Thursday, June 04, 2015

"The Star-spangled Banner" . . . and all that

Found Beauty
“Quebecois pretend not to know English just to irritate you when you're buying gas there,” and “Americans don't know anything about Canada.”

Two of my pet-peeve urban myths.

The latter myth was “illustrated” by a CBC story about a Jeopardy category involving Canadian cities in which the American contestants got not one answer correct. I'm skeptical about this proving anything; the clues were pretty abstruse: "An intersection in this provincial capital is the original western terminus of the Trans-Canada Highway." I would have said “Vancouver?” and I would have been wrong—it's Victoria. I guess I was blind-sided by the “highway” word so that I missed the “provincial capital” phrase. 

Highways don't generally cross features like the Strait of Juan de Fuca.

Another question asked for the name of a Canadian city whose inhabitants were called “Moose Javians,” and I wondered how many Canadians would have known the answer. Another depended on your knowledge of Shakespeare and his city—Stratford upon Avon—to come up with Stratford, Ontario which is also located on a River Avon.

The myth of American congenital ignorance about Canada came up in one of my adult ed classes. I countered it by asking them questions about the USA: “If you drove straight south into the USA from Westlock (where the class was), which state would you be in?” Nobody knew. I could have countered with “It would be Montana, and what is the capital city of Montana?” I wonder how many Canadians know that it's Helena.

It's pretty easy to show that Americans ignorance about Canada is equalled—and possibly exceeded—by Canadians lack of knowledge about the USA.

As regards the myth about Quebecois pretending to be French-only, I'd remind people that the majority of English Canada is also uni-lingual. I live across the river from St. Isidore de Bellevue, a French-speaking village, and I'm totally incapable of conversing with them in their language. Am I pretending when they come through Rosthern and ask me for directions in French?

Such myths encourage stereotyping, and stereotyping is one of the scourges of our age. In police forces, it results in profiling so that the majority of people stopped for questioning in the street by the police are black or aboriginal young men. In the general public, it restricts individuals in minorities from involvement in the affairs of the community; if one is stereotyped, profiled, judgements are made about you by people who don't even know you. You're pre-judged, the origin of our word, prejudice.

To sum up: the range of ignorance/knowledge among Americans is very similar to that of Canadians, and French Canadians who can't help me out in the English language are no different from me, who can't be helpful to them in French.

Shame on the CBC for reprofiling Americans on the basis of one category in one Jeopardy episode.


WHAT IS NEEDED: Look through the data below, and copy each line that carries the word "caption".

DATA RECORDS:
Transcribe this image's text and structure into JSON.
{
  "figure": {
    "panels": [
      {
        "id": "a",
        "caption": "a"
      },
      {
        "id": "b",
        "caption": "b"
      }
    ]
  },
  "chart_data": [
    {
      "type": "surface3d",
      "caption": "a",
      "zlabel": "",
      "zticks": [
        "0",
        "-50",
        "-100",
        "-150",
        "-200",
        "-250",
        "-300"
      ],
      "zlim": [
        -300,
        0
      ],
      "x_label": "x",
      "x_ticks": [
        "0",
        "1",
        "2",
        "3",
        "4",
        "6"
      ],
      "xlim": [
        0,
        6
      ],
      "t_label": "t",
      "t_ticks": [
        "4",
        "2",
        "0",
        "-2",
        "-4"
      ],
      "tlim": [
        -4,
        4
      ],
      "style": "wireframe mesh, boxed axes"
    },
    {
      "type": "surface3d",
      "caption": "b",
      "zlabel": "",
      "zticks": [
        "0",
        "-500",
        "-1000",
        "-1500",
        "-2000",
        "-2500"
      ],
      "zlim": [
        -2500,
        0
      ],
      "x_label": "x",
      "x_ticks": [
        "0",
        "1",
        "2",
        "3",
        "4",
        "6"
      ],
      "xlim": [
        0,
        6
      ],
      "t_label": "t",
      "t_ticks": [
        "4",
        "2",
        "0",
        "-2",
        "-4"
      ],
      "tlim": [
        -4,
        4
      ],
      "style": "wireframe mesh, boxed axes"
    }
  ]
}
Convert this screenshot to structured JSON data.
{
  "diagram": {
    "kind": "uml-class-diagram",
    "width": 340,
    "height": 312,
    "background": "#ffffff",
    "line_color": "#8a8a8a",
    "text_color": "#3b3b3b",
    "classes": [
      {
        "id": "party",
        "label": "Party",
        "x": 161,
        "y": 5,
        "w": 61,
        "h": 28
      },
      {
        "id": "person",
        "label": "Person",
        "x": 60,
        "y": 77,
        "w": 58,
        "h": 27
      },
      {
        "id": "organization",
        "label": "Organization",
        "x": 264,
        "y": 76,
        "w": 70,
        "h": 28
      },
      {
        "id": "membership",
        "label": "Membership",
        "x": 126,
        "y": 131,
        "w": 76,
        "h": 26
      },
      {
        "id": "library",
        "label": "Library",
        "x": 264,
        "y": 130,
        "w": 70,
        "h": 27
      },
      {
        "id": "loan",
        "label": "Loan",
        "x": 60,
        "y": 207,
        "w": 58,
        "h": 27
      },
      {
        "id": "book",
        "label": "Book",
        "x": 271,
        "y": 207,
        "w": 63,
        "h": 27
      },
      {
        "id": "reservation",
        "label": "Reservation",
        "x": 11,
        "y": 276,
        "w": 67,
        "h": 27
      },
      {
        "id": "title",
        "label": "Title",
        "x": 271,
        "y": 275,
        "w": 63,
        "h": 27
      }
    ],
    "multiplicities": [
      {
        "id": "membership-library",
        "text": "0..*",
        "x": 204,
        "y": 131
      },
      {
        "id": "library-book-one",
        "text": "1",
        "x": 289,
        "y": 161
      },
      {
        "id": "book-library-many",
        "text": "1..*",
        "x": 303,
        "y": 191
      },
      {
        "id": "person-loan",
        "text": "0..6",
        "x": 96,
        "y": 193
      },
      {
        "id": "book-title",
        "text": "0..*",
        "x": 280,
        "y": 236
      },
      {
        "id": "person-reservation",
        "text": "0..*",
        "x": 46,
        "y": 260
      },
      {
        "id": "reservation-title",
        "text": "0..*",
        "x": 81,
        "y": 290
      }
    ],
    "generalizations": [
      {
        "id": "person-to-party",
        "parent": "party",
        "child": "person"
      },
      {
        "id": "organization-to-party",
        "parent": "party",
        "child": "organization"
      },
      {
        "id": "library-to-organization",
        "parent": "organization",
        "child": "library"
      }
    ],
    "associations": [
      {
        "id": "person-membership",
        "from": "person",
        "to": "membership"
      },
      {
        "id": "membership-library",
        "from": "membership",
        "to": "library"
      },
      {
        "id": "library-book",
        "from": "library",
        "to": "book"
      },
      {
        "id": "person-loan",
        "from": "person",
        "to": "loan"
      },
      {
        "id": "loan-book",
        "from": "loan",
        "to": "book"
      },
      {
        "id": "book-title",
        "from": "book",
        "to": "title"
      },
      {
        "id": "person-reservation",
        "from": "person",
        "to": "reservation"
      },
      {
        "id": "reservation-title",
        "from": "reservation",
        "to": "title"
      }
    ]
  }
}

SOLUTION BELOW:
        "caption": "a"
        "caption": "b"
      "caption": "a",
      "caption": "b",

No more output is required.